James tells me one of the perks of his huge recognition factor is that, "I drink free -- all the way from Windigoostequin, up to the Qoogebankewak, and down to the Catchawichitiwakamahtah."

"Are those real names?" I ask, after he spells each out for me. He insists they are.

He tells me a bit about himself -- that he has two daughters and that his wife is from "a long line of dairy folk who would sell their soul for a squeaky bag of curds." In 1991 he went to Los Angeles in pursuit of fame and fortune. "I hit the wall. Ron Howard hired me to be part of a show and it was cancelled. I was in Newsweek on Tuesday, cancelled on Wednesday and on Thursday I was pulling a tree out of Robert Urich's front yard, God bless him, with my buddy's pool digging company."

Didn't Urich die, I ask.

"Yes, and I had nothing to do with it," he quips.

I'm convinced.
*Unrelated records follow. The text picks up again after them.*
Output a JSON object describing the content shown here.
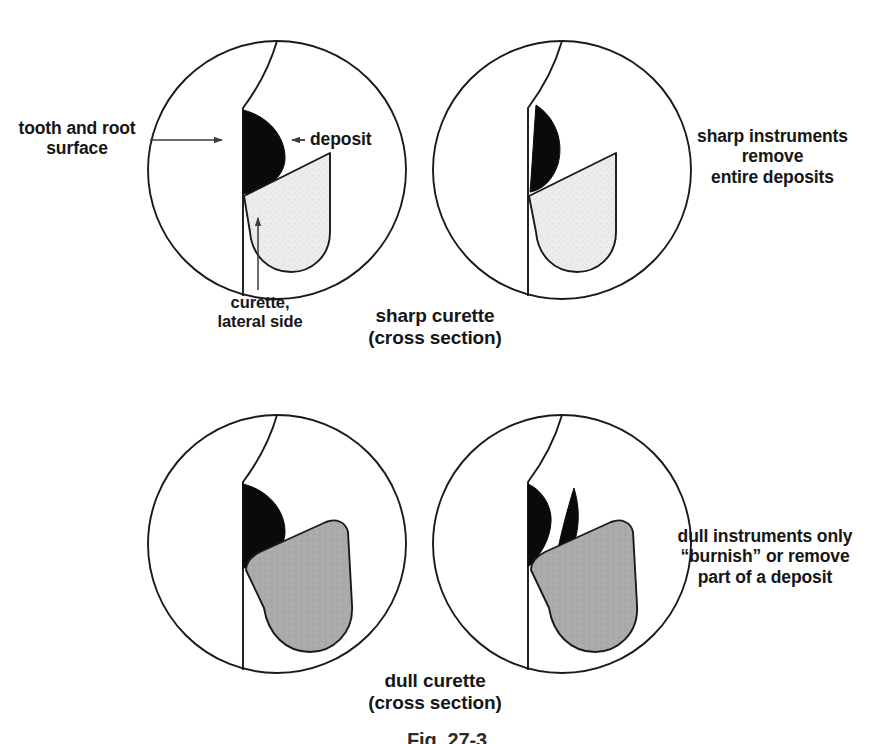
{
  "figure": {
    "number": "Fig. 27-3",
    "background_color": "#ffffff",
    "line_color": "#1a1a1a",
    "deposit_color": "#0a0a0a",
    "sharp_curette_fill": "#ebebeb",
    "dull_curette_fill": "#a9a9a9"
  },
  "labels": {
    "tooth_surface": "tooth and root\nsurface",
    "deposit": "deposit",
    "curette_lateral": "curette,\nlateral side"
  },
  "captions": {
    "sharp": "sharp curette\n(cross section)",
    "dull": "dull curette\n(cross section)"
  },
  "notes": {
    "sharp": "sharp instruments\nremove\nentire deposits",
    "dull": "dull instruments only\n“burnish” or remove\npart of a deposit"
  },
  "panels": [
    {
      "id": "sharp-before",
      "row": "top",
      "column": "left",
      "description": "sharp curette blade engaging an intact deposit on the tooth and root surface"
    },
    {
      "id": "sharp-after",
      "row": "top",
      "column": "right",
      "description": "sharp curette lifting the entire deposit away from the root surface"
    },
    {
      "id": "dull-before",
      "row": "bottom",
      "column": "left",
      "description": "dull rounded curette blade pressed against an intact deposit"
    },
    {
      "id": "dull-after",
      "row": "bottom",
      "column": "right",
      "description": "dull curette burnishing the deposit, removing only a sliver and leaving part behind"
    }
  ]
}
James is funny -- and very Canadian (his cellphone rings to the Hockey Night in Canada tune and when someone leaves a message it plays O Canada).

His final test is to tell me an authentic Canadian joke.

"I told one at my event this morning," he informs me. "It didn't go over."

I urge him to try it out on me.

"I said something about Canadian reporters, that they weren't embedded, but then again I don't know what action they were getting back in the crib." He laughs heartily.

I tell him I don't get it and he tries to explain. He tells me that "crib" is a jazz term for "home" but I still don't get it. We agree that it's not a good joke if you have to keep explaining it. I concede that maybe it's just me.

I ask him to tell me a joke that usually goes over well.

"They gave me a bun on Air Canada that was as hard as the hobs of hell," he says in an East Coast accent. "Stale? This thing came off the table at the Last friggin' Supper. And in the middle was a slice of ham so thin the pig never even felt it comin' off his arse."

I laugh. That was very funny. And I have to admit that James has pulled me out of my foul mood. And he's proven to me that Canadian humour can be very funny.

I decide to get in on the action, and tell him a Canadian joke that I made up: "Two guys are talking," I say in my best East Coast accent. "One guy says, 'I hear you had to shoot your cow. Was he mad?' The other guy answers, 'Well, he wasn't very happy...' "

James roars. He likes it.

I ask him to rate it on a scale of one to 10.

"A seven," he says, "and take your time with the delivery."

A seven? A lousy seven? This Canadian comedy is a tough business.